Oil spill response chief calls for third party to manage future disasters
Reporting from Washington — Retired Coast Guard Adm. Thad Allen, commander of the federal response to the BP oil spill in the Gulf of Mexico, called Monday for creation of a independent third party to oversee containment and cleanup of future spills instead of leaving the job to the government.
Allen told members of President Obama’s commission investigating the spill that the public mistrusted the way BP and the government handled the disaster and that an independent expert would reduce concerns about conflicts of interest.
He said his recommendation does not reflect a lack of confidence in the ability of the Coast Guard or other federal agencies to respond to such incidents.
In testimony to the National Commission on the BP Deepwater Horizon Oil Spill, Allen said he did not think BP had shirked its responsibilities.

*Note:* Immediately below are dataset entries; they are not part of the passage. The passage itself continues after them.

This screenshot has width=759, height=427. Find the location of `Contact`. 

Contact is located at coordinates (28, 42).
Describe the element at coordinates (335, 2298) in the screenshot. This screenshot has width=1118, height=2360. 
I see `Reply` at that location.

Yet despite the large scale of the cleanup effort and BP’s pledges to make amends, the public largely believed the response system was broken.
“The reason, I believe, we may want to consider an independent, qualified individual is largely due to the perception of the American people and our political leaders that this is not working,” Allen said. “And if the perception is that strong, we just [should] try to do something about it.”

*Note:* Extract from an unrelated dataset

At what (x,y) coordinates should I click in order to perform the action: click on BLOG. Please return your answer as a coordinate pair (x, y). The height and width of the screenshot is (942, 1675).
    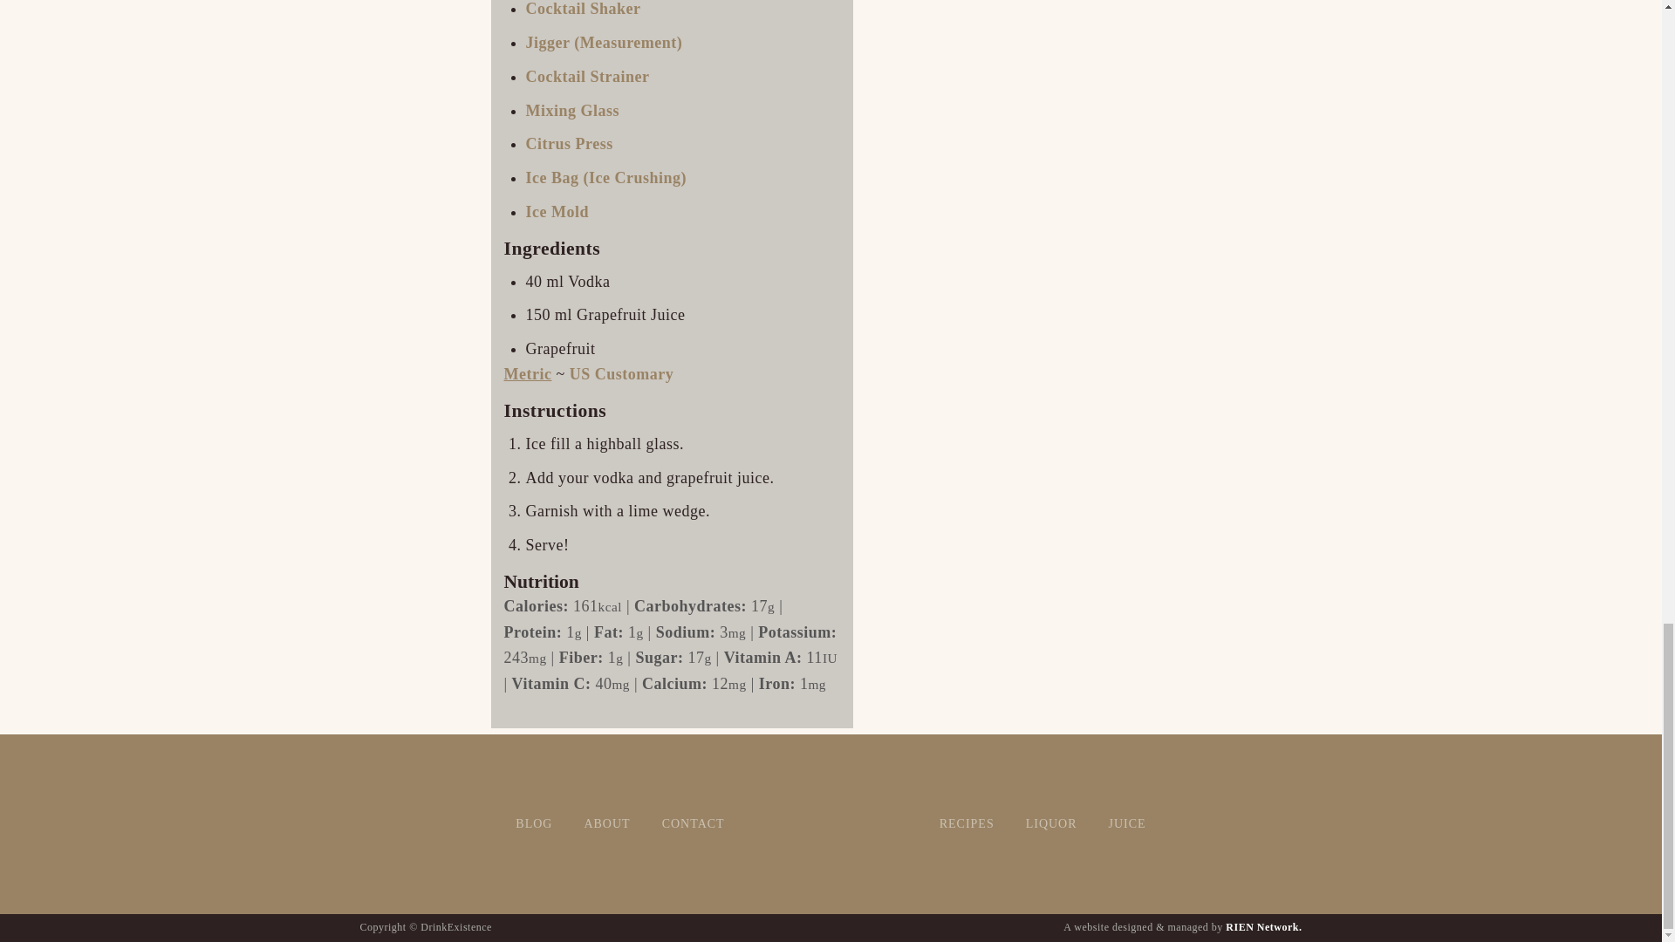
    Looking at the image, I should click on (533, 823).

The Clean Water Act allows the federal government to clean up a spill on its own or have the responsible party, in this case BP, participate, said Joshua Force, an adjunct lecturer at Tulane University Law School and an attorney with Sher Garner Cahill Richter Klein & Hilbert.
But Force said that when the polluter plays a key role in the response, it inherently raises questions about a conflict of interest. “Are they doing it the best way or the cheapest way?” he said.

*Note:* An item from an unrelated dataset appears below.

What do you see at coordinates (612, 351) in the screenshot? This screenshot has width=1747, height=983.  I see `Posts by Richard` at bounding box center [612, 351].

In his comments, Allen proposed an entity that “would represent the industry, oversee the response, have access to the resources, but basically would be firewalled from any fiduciary link back to the shareholders — almost putting the resources in trust and having them executed by an industry expert.”
Allen said that many Gulf Coast “principals” involved in the spill response had missed a March drill designed to inform them what the government would expect from the responsible party. As a result, BP’s role in the response created a lot of tension on the ground, Allen suggested.
BP’s involvement in the response, participation in command-center decisions and attendance at briefings prompted “a visceral reaction at the site,” Allen said.
Some gulf advocates asserted that their mistrust of BP is rooted in the lack of a coordinated spill response with the government and conflicting information that was released, especially in the first few weeks, when the government appeared to defer to BP.
Aaron Viles, campaign director for the Gulf Restoration Network, a New Orleans-based advocacy group, said that initially the government cited BP’s much lower estimates of oil flowing into the gulf rather than higher estimates by others.
That lack of trust has lingered and continues to affect the economic lives of people in the area, said the network’s director, Cynthia Sarthou. For instance, many people along the Gulf Coast so mistrust the authorities that they refuse to eat local seafood, fearing contamination from chemical oil dispersants, despite government assurances it is safe.
“Allen’s responding to what we see on the news here at night,” Force said, “And so, people don’t think the response is fast enough or that they are getting all the resources here they need. You have to understand that given what has happened in the last five years here, people are going to speak up fast when they don’t see the kind of reaction they need.”